This is what drives the most eyeballs to ads though. Reddit simply wants to be like Instagram with memes, not an actual text-based discussion forum.




A lot of their messaging to advertisers revolves around discussing the value proposition of subs like /r/buyitforlife which has 1.5 million users who are likely actively considering a purchase at the moment of viewership, are willing to be convinced to spend more money, and are relatively affluent. Klaje (Reddit’s rev executive) loves talking about trust and positivity of the user base. I’m not sure how that messaging survives if the site moves away from quality content.


But now their serious competition is 9gag not quora or some other site. Most of my regular friends started using Reddit not just for the memes but the text based ones (like AITA, BORU) and local subs. Good luck making them look good with a large fraction of creators and good mods leaving.

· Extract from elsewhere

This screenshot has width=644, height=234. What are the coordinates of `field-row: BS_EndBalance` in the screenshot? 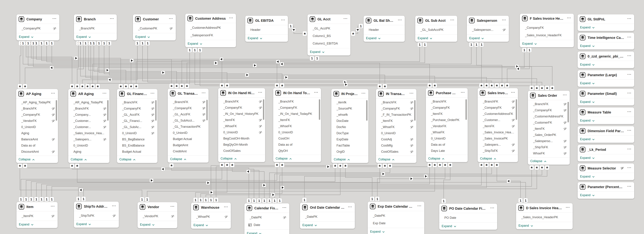 It's located at (137, 146).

I don't understand why people talk about the current mods as "good." They were literally chosen the same way future mods would be chosen, by volunteerism. There is no reason to believe future mods would be any less good than current mods. And I should amend my previous statement, text based subs that generate drama also generate ad impressions, ie AITA or BORU. I'm talking about how Reddit is moving away from niche text based communities since those do not generate nearly the same amount of ad impressions.


Maybe they can replace mods with new volunteers, but Reddit Admins have also just explicitly shown that mods with valid complaints will get no support, may be libeled, and potentially have an admin-led coup done against them if they don't comply.

This is likely to dissuade folks who are in it for the right reasons and want to do a good job with good tooling and proper care and power hungry weirdos who now know that if they disagree with the Admins, the Admins have shown they can weather any storm and don't care if any user, even powerful mods, disagree with them.

I'm not sure why anyone would decide to be a mod at this point. Before this month, it was a chance to run your own corner of the internet, for better or worse. Now it's been made very clear who actually runs the show, and that those people could not care any less about you.


No, the current mods were picked by 15 years of natural selection, where mods that don't care about their role have had the potential to get bored and leave or have their community migrate to a different subreddit that more matches what that community wants.

Antagonizing a large swathe of your volunteer-base of active mods all at once and then replacing them with new mods who seem fine with that antagonistic behavior is not going to select for the same group of people.